Our greenhouse gas emissions are responsible for the global warming we are currently experiencing. It’s a fact. And today, researchers remind us – once again – that if we hope to limit this warming, we will have to reduce our production of fossil fuels (oil, gas and coal) by 3% per year until 2050. .
Green bonds. This is the means imagined by Europe to finance the post-Covid recovery plan. And Johannes Hahn, the Budget Commissioner, has just announced that these obligations will exclude projects from nuclear plant – 12 g of CO2/ kWh produced, according to the Intergovernmental Panel on Climate Change (IPCC) -, but will be able to finance gas power stations – 490 g of CO2/ kWh. An announcement that may seem surprising even though prestigious researchers University College London (UCL, UK) claim that if we hope to meet our climate targets, global production of oil and gas will have to fall by 3% per year until 2050.
These conclusions only add to those of the IPCC or those of the International Energy Agency (IEA). All these experts seem to agree that the emissions current and future greenhouse gas emissions, if production trajectories remain what they are, push us, in matter from limitation of global warming, in the wrong direction.
Probably underestimated estimates
The work of UCL researchers is based on a model of the global energy system. This integrates all sources of energy primary, from production to conversion and distribution to meet a variety of demands. It also divides the world into 16 large regions, to give more finesse to the results. And he can assess different scenarios.
Overall, 60% of oil reserves and fossil gas in 2018 and nearly 90% of coal that should be successfully left in the soil by 2050. “And again, our estimates are probably underestimated, given that we are using a budget carbone compatible with only a 50% chance of reaching 1.5 ° C and the enormous uncertainty surrounding the deployment of negative emission technologies ”, points out Dan Welsby, lead author of the study, in a communiqué of the UCL. But he reassures us. “We technically know how to do it. “ It remains to be seen when the political will will follow …
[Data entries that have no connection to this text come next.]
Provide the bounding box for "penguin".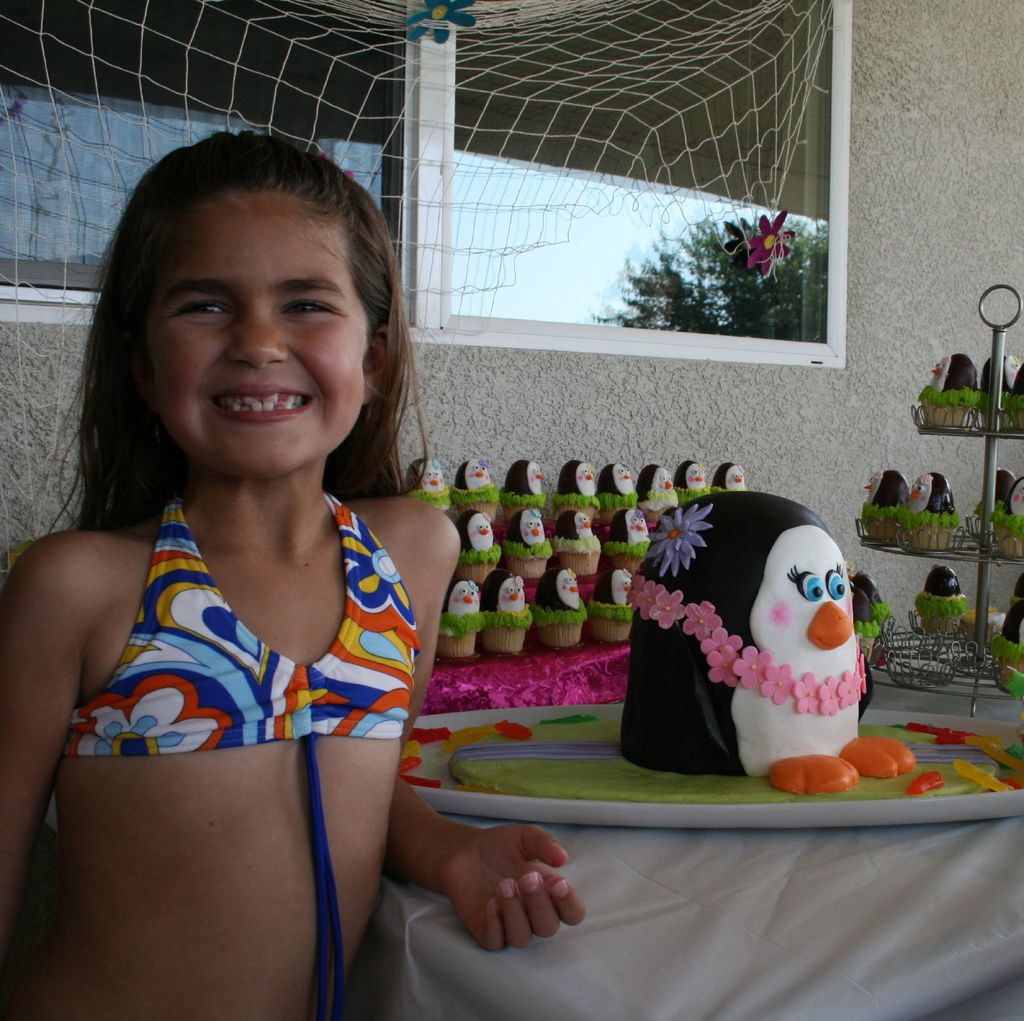
[left=709, top=453, right=739, bottom=492].
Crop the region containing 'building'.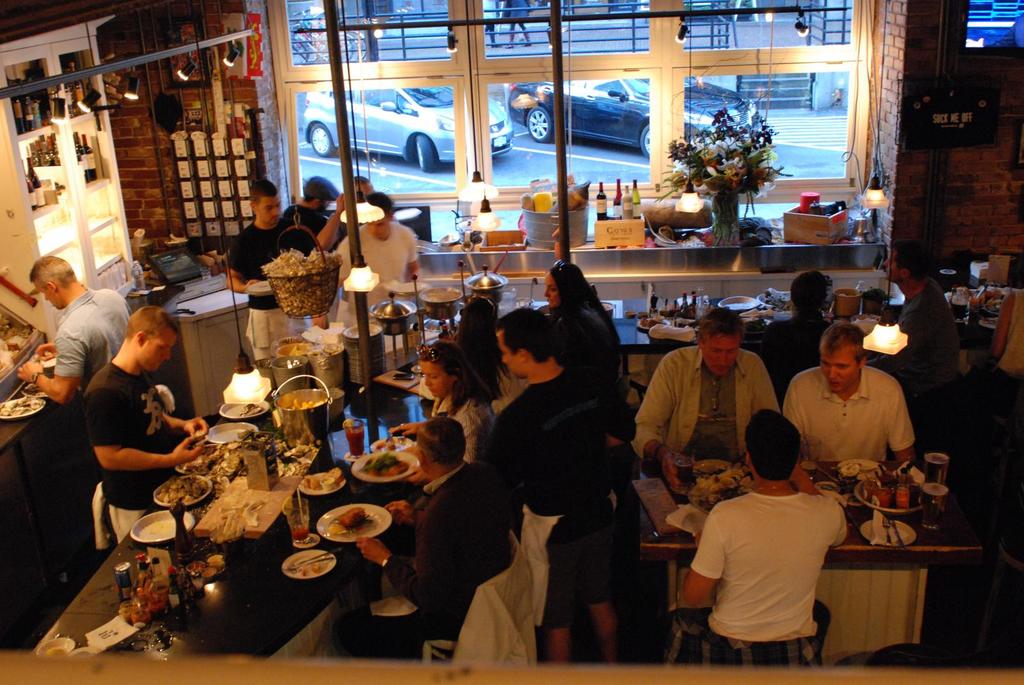
Crop region: <box>3,0,1020,682</box>.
To save the climate, a third of the oil will have to stay in the ground
Global warming is a worrying phenomenon, but just as much is the scarcity of fossil energy sources. The lack of oil should seriously impact our civilization first and foremost. The best way to fight climate change would still be to leave a good part of the fossil fuels remaining in the ground.
Article by Laurent Sacco published on 01/14/2015
The energy crisis seems more worrying in the short term than that of the global warming. Yet it is the latter which remains the most threatening for humanity. Indeed, the use of renewable energies, in particular solar energy, should ultimately allow us to continue to operate our societies. In the second half of the XXIe century the industrial exploitation of controlled fusion may even have gone from dream to reality.
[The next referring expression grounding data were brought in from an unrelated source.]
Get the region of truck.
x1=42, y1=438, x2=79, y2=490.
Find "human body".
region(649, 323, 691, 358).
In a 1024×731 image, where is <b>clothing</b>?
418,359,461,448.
On the other hand, observers are likely to be much less optimistic about climate change if the global average temperature of the planet increases by two degrees. Beyond that, it seems that nothing more guarantees the stability of the climate which could change in a catastrophic and lasting way, in particular if we take into account the climate bomb that perhaps represent the methane seeps. Techniques are however being developed to capture and sequester carbon dioxide and thus limit the greenhouse effect caused by CO emissions2 by industry.

To fight global warming, we will probably have to do without our conventional cars before the oil reserves run out. © Stéphane Pouyllau, Flickr, CC by-nc-sa 2.0
A limit of one trillion tonnes of CO2 in the air
But even so, if we are to believe a study in Nature and carried out by Christophe McGlade and Paul Ekins, two members of the Institute for Sustainable Resources at the famous University College London (UCL), it is not possible to achieve the objective set by the experts of the IPCC – limit global warming to an increase in global temperature of two degrees – without refusing to touch part of the stock of fossil fuels still in the bowels of the planet. This is what Christophe McGlade proclaims when he says: “Politicians must realize that their instinct of using fossil fuels available on their territory is incompatible with their commitment to meet the 2 ° C target”.
Indeed, according to the IPCC, men can no longer afford to inject into theatmosphere that a quantity of carbon dioxide less than that which would carry its CO content2 to about 1,000 billion tonnes of this greenhouse gas. However, the exploitation of hydrocarbons and coal still in the soil of the Terre would lead to the release of 3,000 billion tonnes of CO2 about.
According to the two men, therefore, oil producers in the Middle East must give up exploiting nearly 40% of their oil reserves and China, the United States and Russia, most of their coal. At the scale of the planet, it would even be necessary to refuse to exploit a third of the oil reserves, half of the gas reserves and more than 80% of the coal. And this until 2050. The need to find alternatives to fossil fuels is therefore becoming more and more pressing.